Computer Coding & Language – Lauren Neville

My particular understanding of the human language actually first came from my experience coding in Javascript and HTML and realizing the extent in which syntax and structures must convey meaning from the human to the computer. Every word has to be placed appropriately and then was allowed to form command sentence structures. These were then nested and looped within each other to create complex architectures.

Of course, I have learned that coding is not language because language is not written language, but is actually words, rules, and interfaces. In computer coding there are very strict series’ of rules and grammars that must be followed. Within my Javascript platform, every word used came from a library which  was previously created and those words meant very specific meanings.

Comparing this experience to the readings about language, I was able to understand the unlimited ways that language itself can work. Words, contexts, and syntax are remixed constantly to form knew understandings from vernaculars to creating new words using morphology like “Googleable.” The lexicon of a single language is infinitely growing and allows for generative and combinatorial phrasing.
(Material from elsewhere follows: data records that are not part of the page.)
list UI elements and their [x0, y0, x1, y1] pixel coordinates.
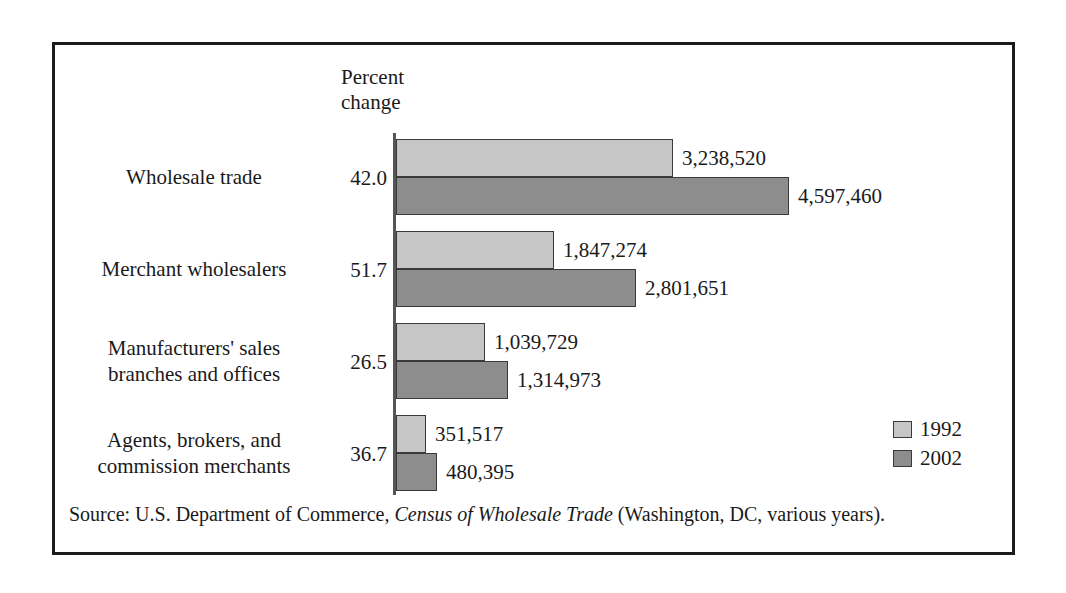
- bar-2002: [396, 453, 437, 491]
- source-suffix: (Washington, DC, various years).: [613, 503, 885, 525]
- percent-change-value: 36.7: [327, 442, 387, 467]
- legend-item-1992: 1992: [893, 417, 962, 442]
- legend-label-2002: 2002: [920, 446, 962, 471]
- category-label: Manufacturers' sales branches and office…: [65, 336, 323, 387]
- source-publication-title: Census of Wholesale Trade: [394, 503, 612, 525]
- source-note: Source: U.S. Department of Commerce, Cen…: [69, 503, 998, 526]
- bar-row-2002: 4,597,460: [396, 177, 882, 215]
- percent-change-header: Percent change: [341, 65, 404, 115]
- legend: 1992 2002: [893, 417, 962, 475]
- category-label: Merchant wholesalers: [65, 257, 323, 283]
- bar-value-label-1992: 351,517: [435, 422, 503, 447]
- percent-change-value: 26.5: [327, 350, 387, 375]
- bar-row-2002: 480,395: [396, 453, 514, 491]
- figure-frame: Percent change Wholesale trade 42.0 3,23…: [52, 42, 1015, 555]
- bar-2002: [396, 361, 508, 399]
- bar-value-label-1992: 1,847,274: [563, 238, 647, 263]
- bar-group: Wholesale trade 42.0 3,238,520 4,597,460: [55, 137, 1012, 219]
- bar-2002: [396, 269, 636, 307]
- bar-group: Agents, brokers, and commission merchant…: [55, 413, 1012, 495]
- bar-value-label-2002: 2,801,651: [645, 276, 729, 301]
- legend-swatch-1992: [893, 421, 912, 438]
- percent-change-value: 42.0: [327, 166, 387, 191]
- percent-change-value: 51.7: [327, 258, 387, 283]
- bar-row-1992: 1,039,729: [396, 323, 578, 361]
- bar-pair: 1,039,729 1,314,973: [396, 321, 1012, 403]
- bar-chart: Percent change Wholesale trade 42.0 3,23…: [55, 45, 1012, 475]
- bar-pair: 3,238,520 4,597,460: [396, 137, 1012, 219]
- category-label: Agents, brokers, and commission merchant…: [65, 428, 323, 479]
- bar-row-1992: 3,238,520: [396, 139, 766, 177]
- bar-value-label-1992: 1,039,729: [494, 330, 578, 355]
- bar-1992: [396, 231, 554, 269]
- bar-row-1992: 1,847,274: [396, 231, 647, 269]
- category-label: Wholesale trade: [65, 165, 323, 191]
- bar-1992: [396, 139, 673, 177]
- bar-group: Manufacturers' sales branches and office…: [55, 321, 1012, 403]
- source-prefix: Source: U.S. Department of Commerce,: [69, 503, 394, 525]
- bar-value-label-2002: 4,597,460: [798, 184, 882, 209]
- legend-label-1992: 1992: [920, 417, 962, 442]
- bar-pair: 1,847,274 2,801,651: [396, 229, 1012, 311]
- bar-1992: [396, 415, 426, 453]
- legend-item-2002: 2002: [893, 446, 962, 471]
- bar-row-1992: 351,517: [396, 415, 503, 453]
- legend-swatch-2002: [893, 450, 912, 467]
- bar-row-2002: 1,314,973: [396, 361, 601, 399]
- bar-value-label-2002: 1,314,973: [517, 368, 601, 393]
- bar-2002: [396, 177, 789, 215]
- bar-value-label-1992: 3,238,520: [682, 146, 766, 171]
- bar-1992: [396, 323, 485, 361]
- bar-group: Merchant wholesalers 51.7 1,847,274 2,80…: [55, 229, 1012, 311]
- bar-value-label-2002: 480,395: [446, 460, 514, 485]
- bar-row-2002: 2,801,651: [396, 269, 729, 307]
So while computer coding is not language by Steven Pinker’s definition, it is clearly modeled after our understanding of language and uses the affordances of recursion and combinatoriality through looping logic statements. Additionally, while many programs offer limited libraries of commands, such as “Circle” or “Canvas” we can also define new objects within coding. By defining variables and then referencing them as the newly defined word. This in many ways is how we bring a diverse lexicon and new meanings to the very rule oriented and structured system built into coding programs.
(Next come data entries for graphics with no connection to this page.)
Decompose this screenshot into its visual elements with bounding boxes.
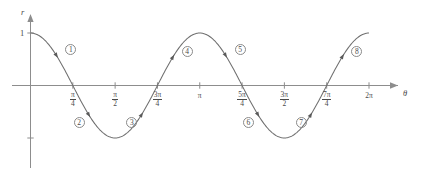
y-axis-arrowhead xyxy=(27,14,33,22)
label-tick-3pi-over-2: 3π2 xyxy=(270,91,298,108)
label-tick-3pi-over-4: 3π4 xyxy=(143,91,171,108)
x-axis-label: θ xyxy=(403,88,407,98)
fraction-denominator: 2 xyxy=(112,100,118,108)
direction-arrow-7 xyxy=(308,113,312,118)
label-tick-2pi: 2π xyxy=(355,92,383,100)
plot-canvas xyxy=(0,0,421,176)
fraction-denominator: 4 xyxy=(237,100,247,108)
fraction-denominator: 4 xyxy=(153,100,163,108)
direction-arrow-4 xyxy=(170,55,174,60)
label-tick-pi: π xyxy=(186,92,214,100)
segment-5-marker: 5 xyxy=(235,44,246,55)
label-tick-pi-over-2: π2 xyxy=(101,91,129,108)
y-axis-value-one: 1 xyxy=(20,28,24,38)
segment-8-marker: 8 xyxy=(351,46,362,57)
segment-7-marker: 7 xyxy=(296,117,307,128)
direction-arrow-5 xyxy=(223,52,227,57)
y-axis-label: r xyxy=(21,7,24,17)
label-tick-7pi-over-4: 7π4 xyxy=(313,91,341,108)
direction-arrow-8 xyxy=(340,54,344,59)
segment-4-marker: 4 xyxy=(182,46,193,57)
segment-6-marker: 6 xyxy=(243,117,254,128)
fraction-denominator: 4 xyxy=(70,100,76,108)
segment-2-marker: 2 xyxy=(74,117,85,128)
direction-arrow-3 xyxy=(139,112,143,117)
direction-arrow-1 xyxy=(53,52,57,57)
figure-container: r θ 1 π4π23π4π5π43π27π42π 12345678 xyxy=(0,0,421,176)
label-tick-pi-over-4: π4 xyxy=(59,91,87,108)
label-tick-5pi-over-4: 5π4 xyxy=(228,91,256,108)
direction-arrow-2 xyxy=(86,112,90,117)
fraction-denominator: 2 xyxy=(280,100,290,108)
fraction-denominator: 4 xyxy=(322,100,332,108)
x-axis-arrowhead xyxy=(390,82,398,88)
direction-arrow-6 xyxy=(255,111,259,116)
My question, however, is does coding limit language. As Pinker noted, computers cannot understand context very well and the same word in language can have many meanings with varying contexts. While coding it can only be defined as one thing. I suppose the future of AI is building computer programs that are modeled more closely to language in which words can be rearranged infinite ways and with many contextual components.

 

Jackendoff, Ray. 2002. Foundations of Language: Brain, Meaning, Grammar, Evolution. OUP Oxford.

Steven Pinker, Linguistics as a Window to Understanding the Brain. 2012.